Building sophisticated robotic projects at home is becoming a little easier.
Earlier this week, AI Dev Platform Hugging Face released an open AI model of robotics called Smolvla. Trained with a “compatible license” community sharing dataset, Smolvla outperforms much larger models of robotics in both virtual and real-world environments, embracing facial claims.
“Smolvla aims to democratize access to vision language action (VLA) models and accelerate research into generalist robotic agents,” wrote a hugging face in a blog post. “Smolvla is not only a lightweight yet capable model, but also a way to train and evaluate Generalist Robotics (Technologies).”
Smolvla embraces the rapidly expanding efforts of the face to establish an ecosystem of low-cost robotics hardware and software. Last year, the company launched Lerobot, a collection of robot-centric models, datasets and tools. Recently, he embraced Face and acquired Pollen Robot, a French-based robotics startup, and announced several inexpensive robotics systems, including humanoids for purchase.
With a size of 450 million, Smolvla has been trained on data in the Lerobot Community Dataset. This is a specially marked robotics dataset shared by hugging Face’s AI development platform. A parameter, sometimes called a “weight,” is an internal component of the model that derives its behavior.
Hugging Face claims that Smolvla is small enough to run on a single consumer GPU, or a MacBook, and can be tested and deployed on “affordable” hardware, including the company’s robotics system.
With an interesting twist, Smolvla also supports “asynchronous inference stacks.” FaceingFace says that models can separate the robot’s actions from the processing of what they see. As the company explains in a blog post, “(b) Because of this separation, robots can respond more quickly in rapidly changing environments.”
Smolvla can be downloaded from the hugging face. Already, users of X claim they used the model to control the third-party robot arm.
It is worth noting that the embracing face is far from the only player in the early open robot races.
Nvidia has a collection of tools for open robotics, and the startup K-scale lab builds components for what is called “open source humanoids.” Other scary companies in this segment include Dyna Robotics, Jeff Bezos-backed physical intelligence, and RLWRLD.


Exercise prompt :: Every entry below should be copied exactly, minus the pictures.

Data section start

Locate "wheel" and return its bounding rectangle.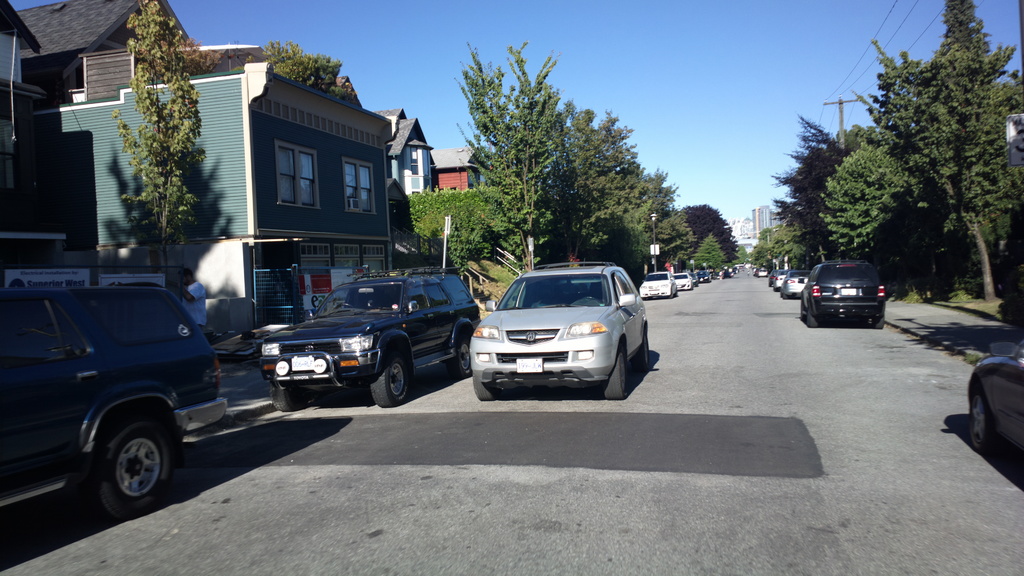
bbox=[872, 310, 885, 327].
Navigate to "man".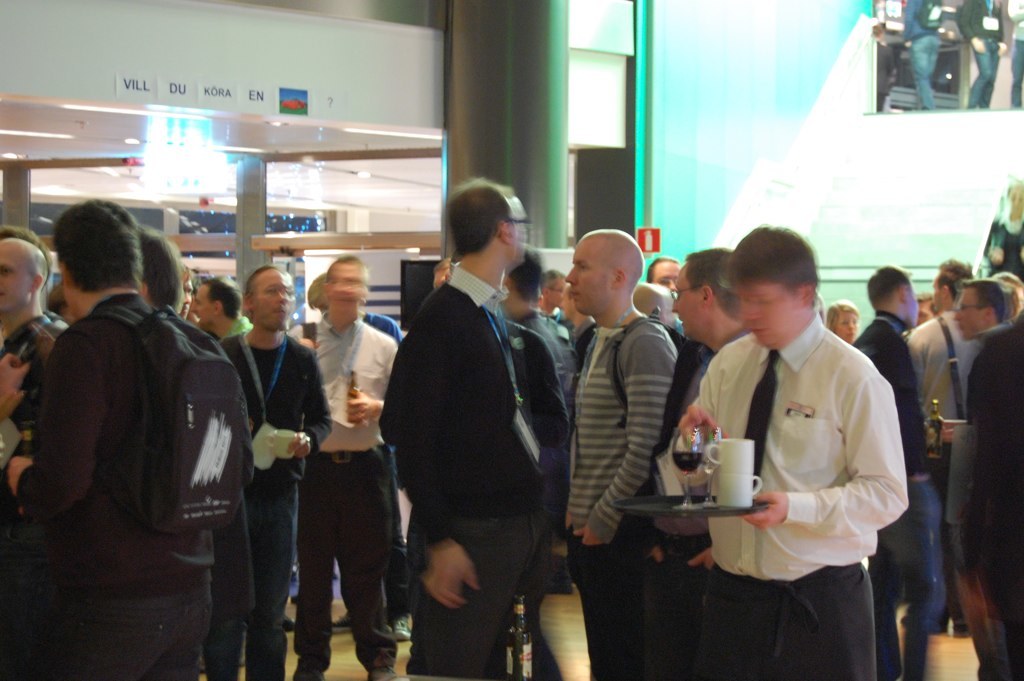
Navigation target: l=210, t=266, r=331, b=680.
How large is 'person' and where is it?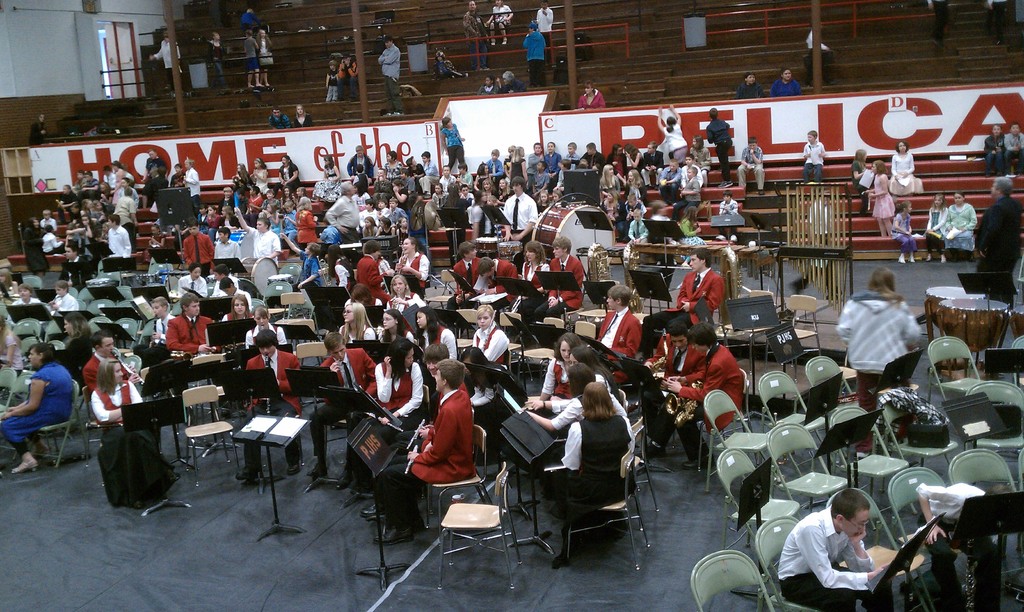
Bounding box: {"x1": 771, "y1": 68, "x2": 804, "y2": 97}.
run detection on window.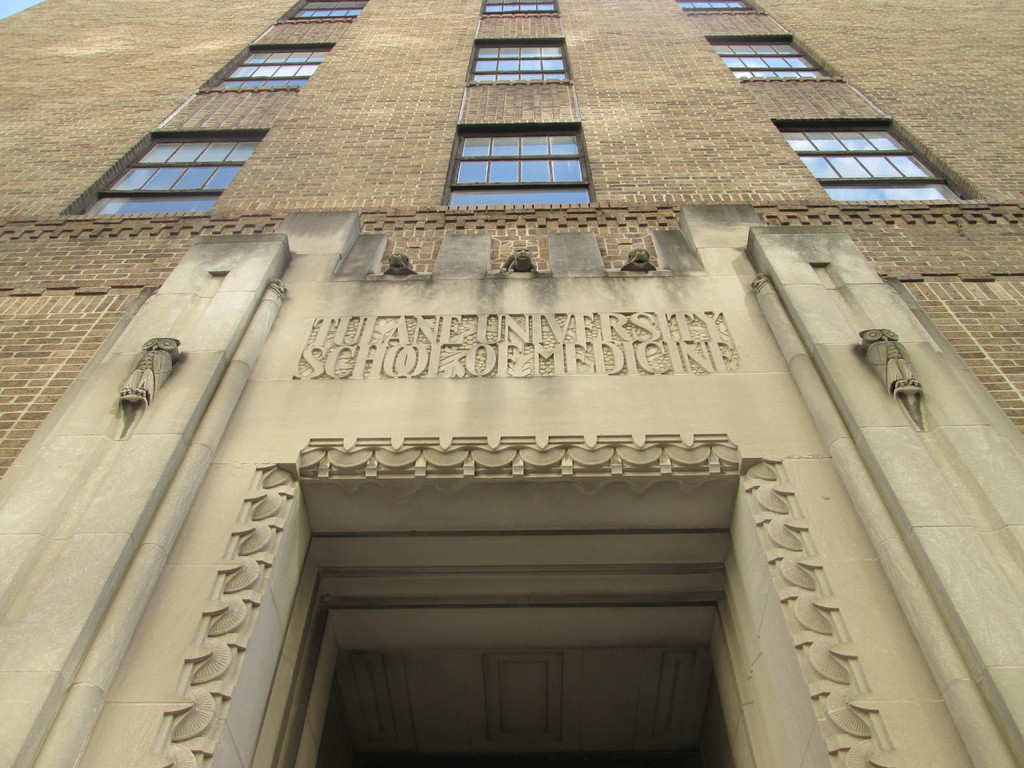
Result: bbox=[71, 133, 267, 210].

Data section end

Answer space ::
Locate "wheel" and return its bounding rectangle.
bbox=[872, 310, 885, 327].
Navigate to "man".
Navigation target: l=210, t=266, r=331, b=680.
How large is 'person' and where is it?
Bounding box: {"x1": 771, "y1": 68, "x2": 804, "y2": 97}.
run detection on window.
Result: bbox=[71, 133, 267, 210].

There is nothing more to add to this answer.